Alright, let's have an example: you are to go to Chandigarh from Delhi. You have to take a train, and you already have a confirmed ticket in first-class. You forgot. You forgot you have a first-class ticket, a first-class-confirmed ticket. So, you come to the station, and you rush to the ticket counter, and he gives you an unconfirmed ticket of the lowest class possible. Unconfirmed ticket of the lowest class possible, and clutching that ticket in your fist, you run towards the platforms, right?

And then, suddenly, somehow, somebody reveals to you that you have a confirmed first-class ticket. Now, what happens to this closed-fist (fist holding the lowest-class ticket)? What happens to this? It opens and the thing drops — this is renunciation. Having known that you already have something far more magnificent, far more lavish, far more luxurious, what will you do with this lowly ticket? This is renunciation. Therefore, I called it ‘celebration’.

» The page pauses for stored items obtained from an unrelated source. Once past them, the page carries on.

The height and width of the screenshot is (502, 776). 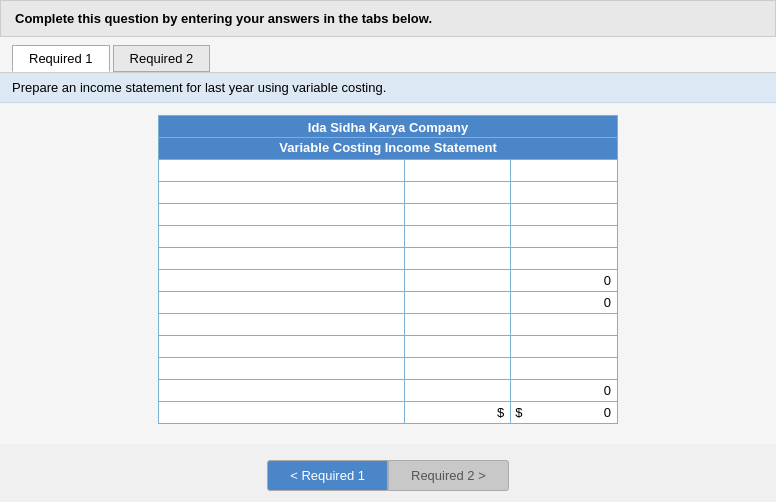 I want to click on bottom-nav: Required 1 Required 2, so click(x=388, y=472).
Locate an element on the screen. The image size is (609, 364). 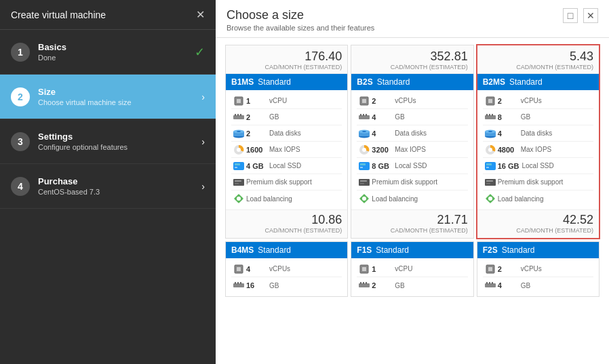
spec-row-cpu: 1vCPU is located at coordinates (286, 101).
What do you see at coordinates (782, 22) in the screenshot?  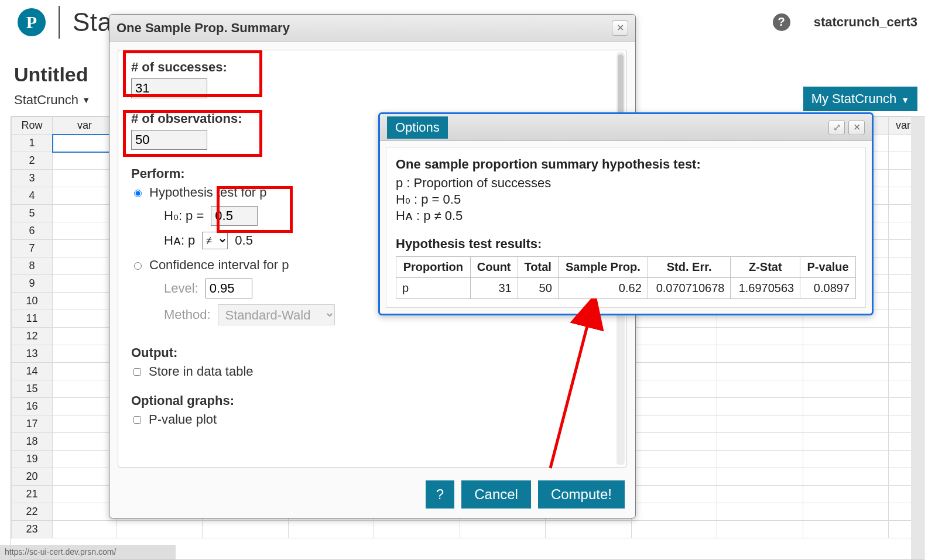 I see `help-icon: ?` at bounding box center [782, 22].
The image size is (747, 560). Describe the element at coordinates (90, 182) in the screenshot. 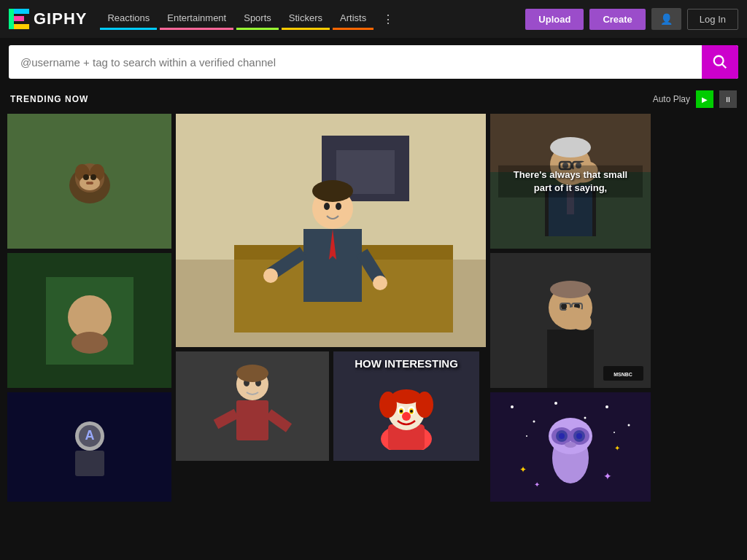

I see `monkey-placeholder` at that location.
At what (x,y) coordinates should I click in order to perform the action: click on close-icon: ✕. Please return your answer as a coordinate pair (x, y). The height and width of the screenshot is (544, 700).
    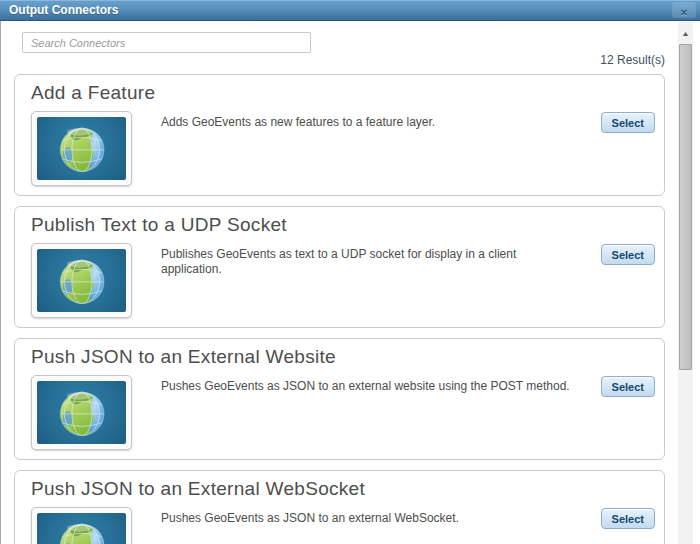
    Looking at the image, I should click on (684, 12).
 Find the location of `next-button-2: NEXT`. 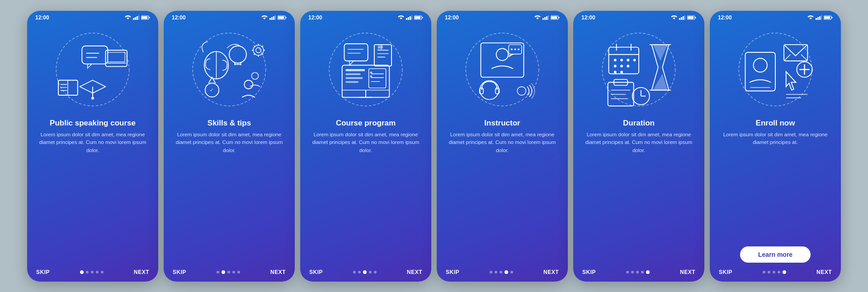

next-button-2: NEXT is located at coordinates (278, 272).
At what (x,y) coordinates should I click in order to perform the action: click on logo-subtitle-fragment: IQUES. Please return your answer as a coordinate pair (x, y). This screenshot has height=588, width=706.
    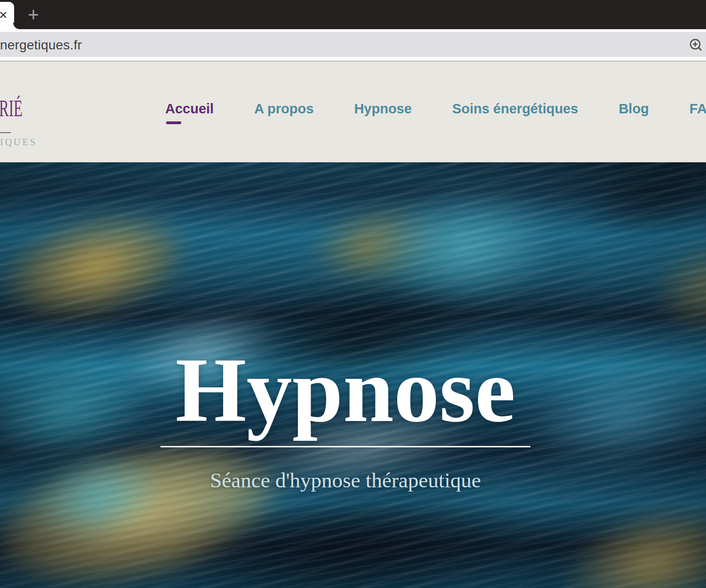
    Looking at the image, I should click on (19, 142).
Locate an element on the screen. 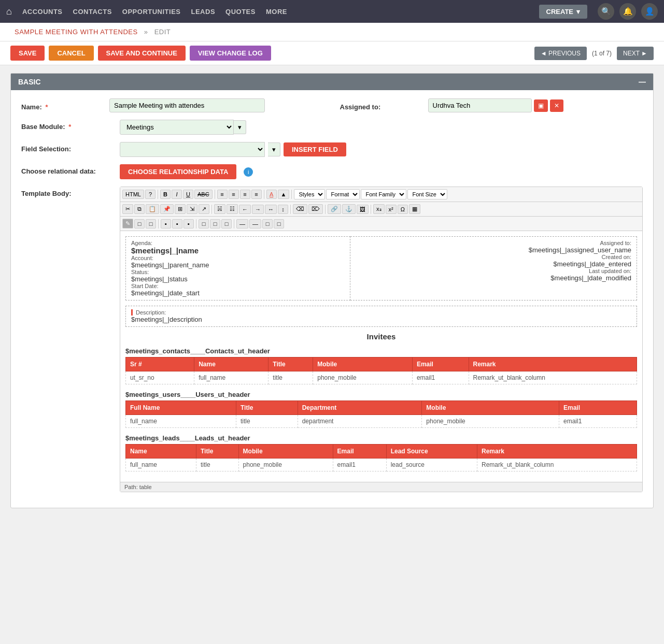  undo-button: ⌫ is located at coordinates (300, 209).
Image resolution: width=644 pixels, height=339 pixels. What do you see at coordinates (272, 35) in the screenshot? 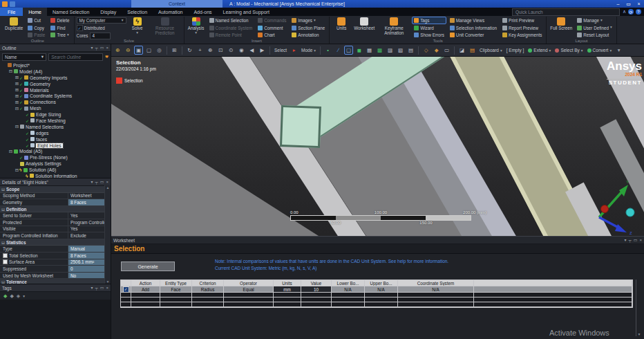
I see `chart-button: Chart` at bounding box center [272, 35].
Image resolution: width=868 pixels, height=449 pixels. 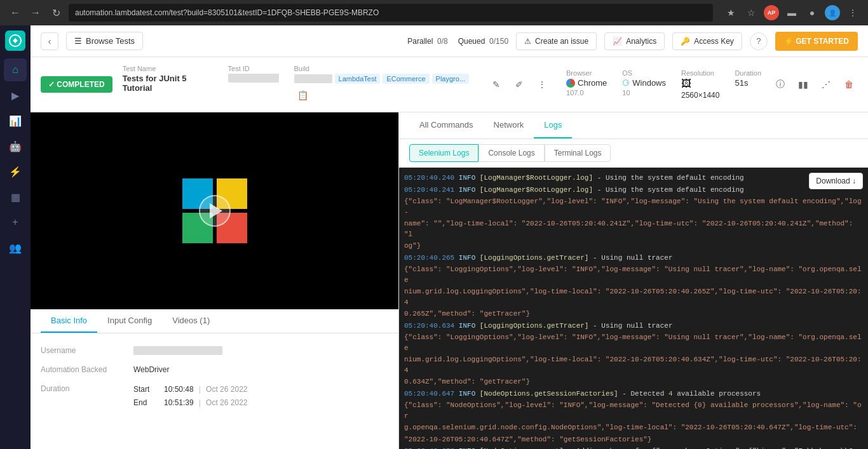 I want to click on meta-action-icons: ✎ ✐ ⋮, so click(x=519, y=84).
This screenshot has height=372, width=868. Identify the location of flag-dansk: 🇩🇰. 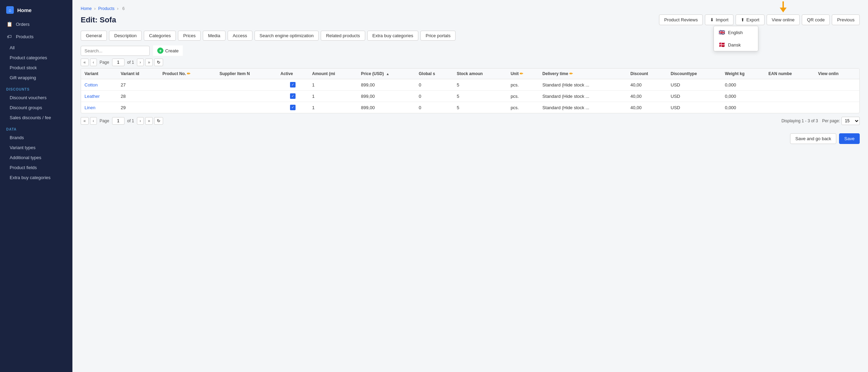
(722, 45).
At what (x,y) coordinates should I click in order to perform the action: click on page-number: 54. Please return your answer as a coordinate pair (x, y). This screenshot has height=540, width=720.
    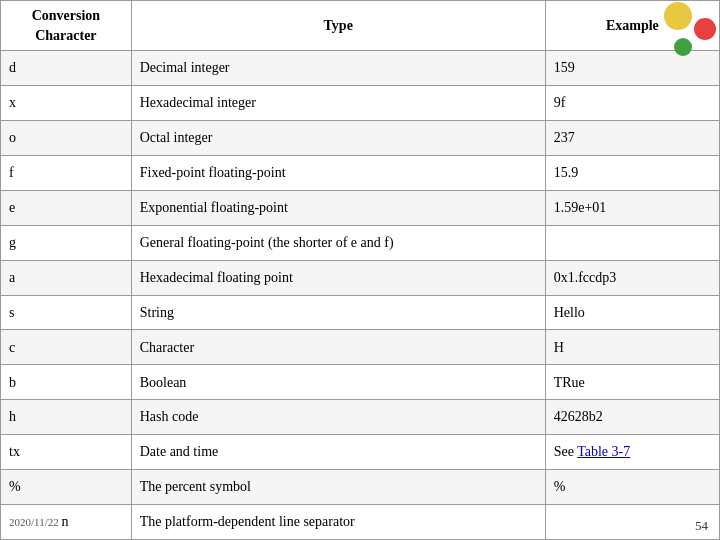
    Looking at the image, I should click on (702, 526).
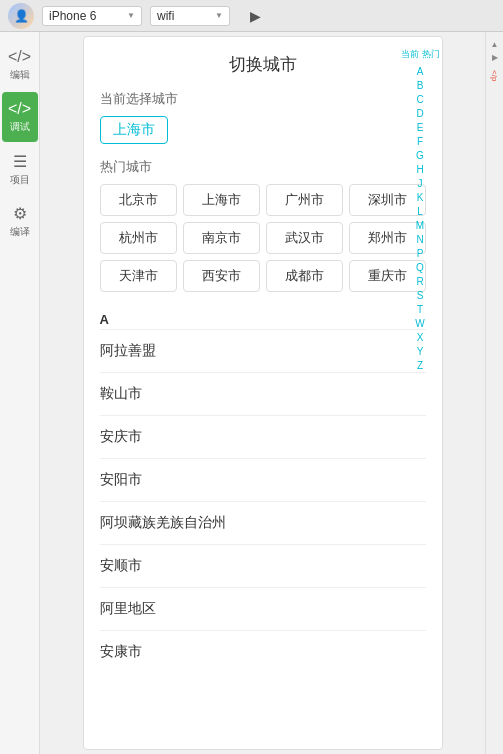  Describe the element at coordinates (263, 167) in the screenshot. I see `hot-cities-label: 热门城市` at that location.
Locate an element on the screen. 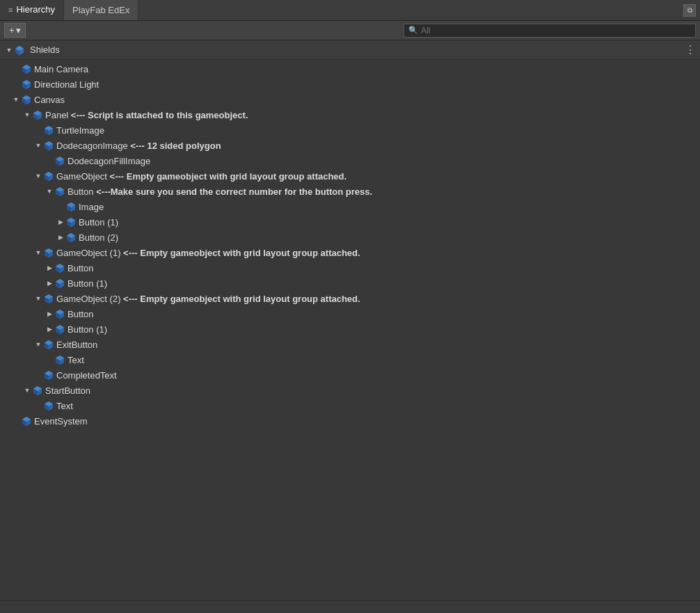 This screenshot has width=700, height=613. tab-bar: ≡ Hierarchy PlayFab EdEx ⧉ is located at coordinates (350, 10).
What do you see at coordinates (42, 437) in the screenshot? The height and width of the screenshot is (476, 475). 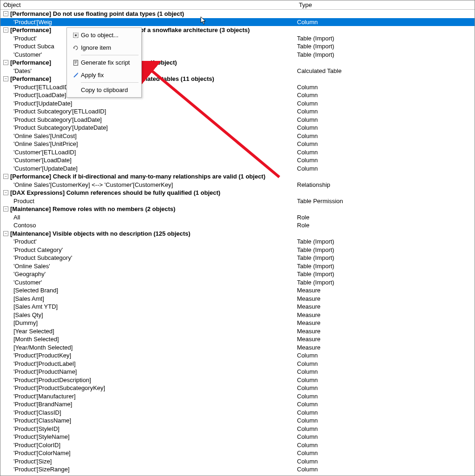 I see `item-object: 'Product'[StyleName]` at bounding box center [42, 437].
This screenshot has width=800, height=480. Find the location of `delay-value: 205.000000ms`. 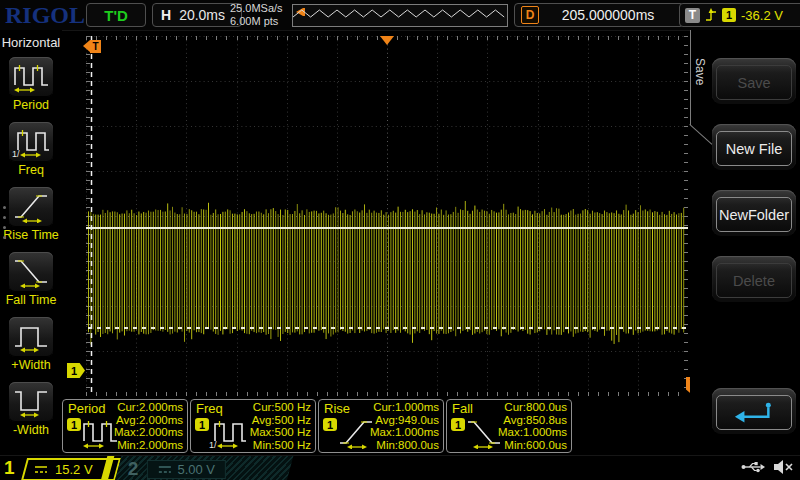

delay-value: 205.000000ms is located at coordinates (608, 15).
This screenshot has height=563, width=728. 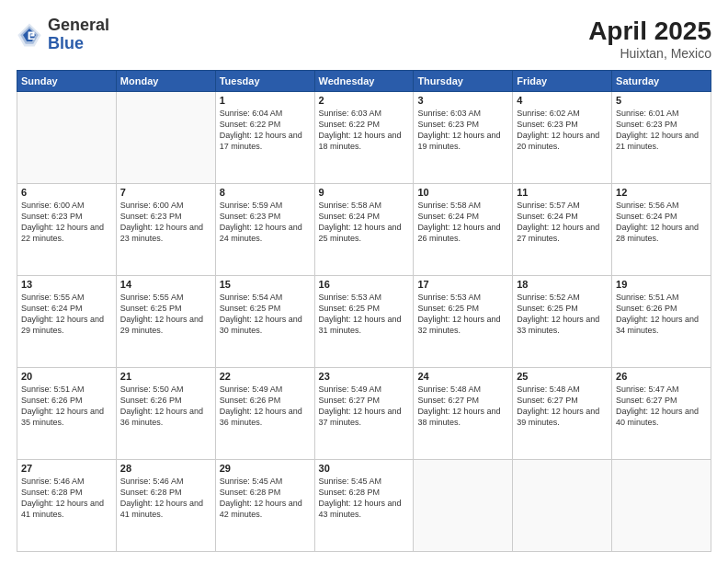 I want to click on day-number: 21, so click(x=165, y=376).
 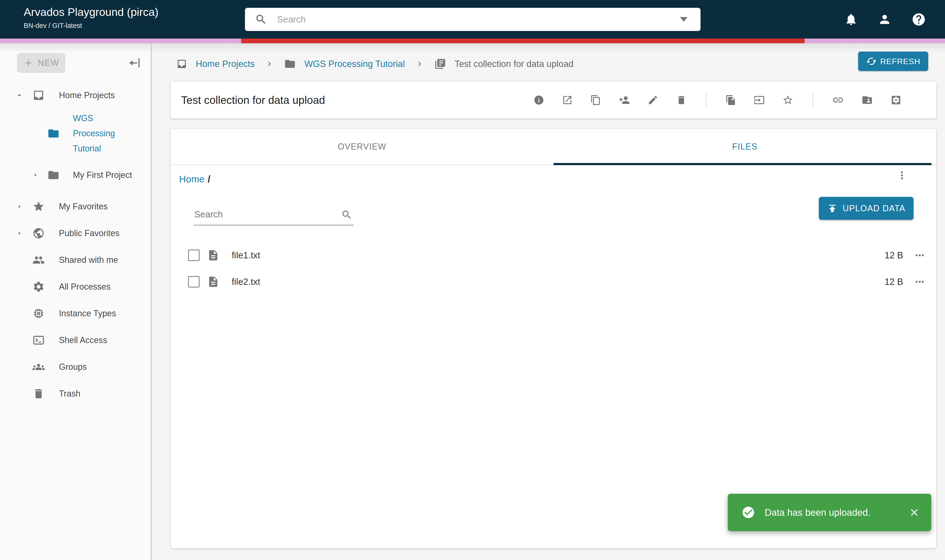 What do you see at coordinates (539, 100) in the screenshot?
I see `info-icon` at bounding box center [539, 100].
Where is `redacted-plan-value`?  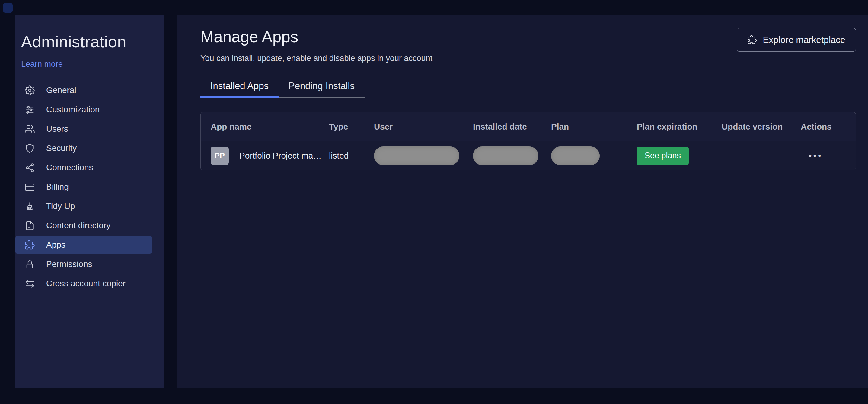
redacted-plan-value is located at coordinates (576, 156).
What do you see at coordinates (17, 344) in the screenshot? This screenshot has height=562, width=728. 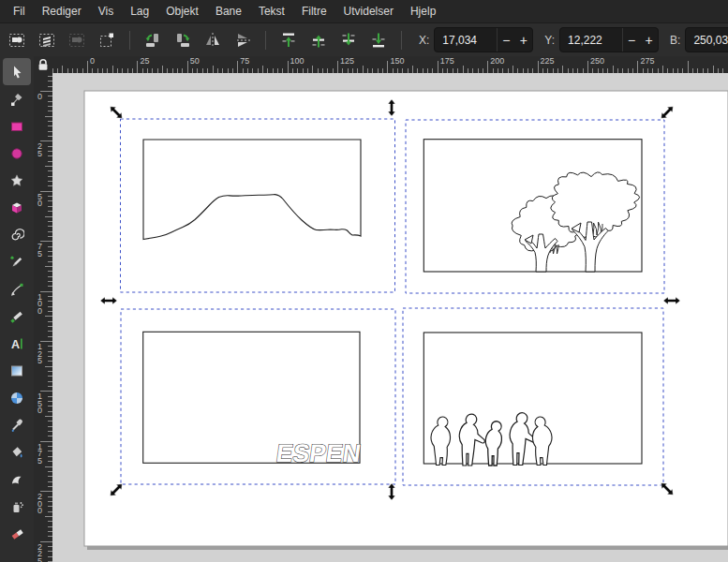 I see `text-tool-icon: A` at bounding box center [17, 344].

Your fist has opened in celebration. You are celebrating. It's a wow. S,o the thing opens, and the measly thing drops. This is celebration. Remember, Vedant is not about getting a fresh first-class ticket. Vedant is about realizing you already have it. You already have it. You just have forgotten. That forgetfulness is called Maya . To feel that you do not have it, in spite of having it is called Maya . And to feel that this petty thing is important, in spite of it being really very unimportant is called Maya . Maya does these two things.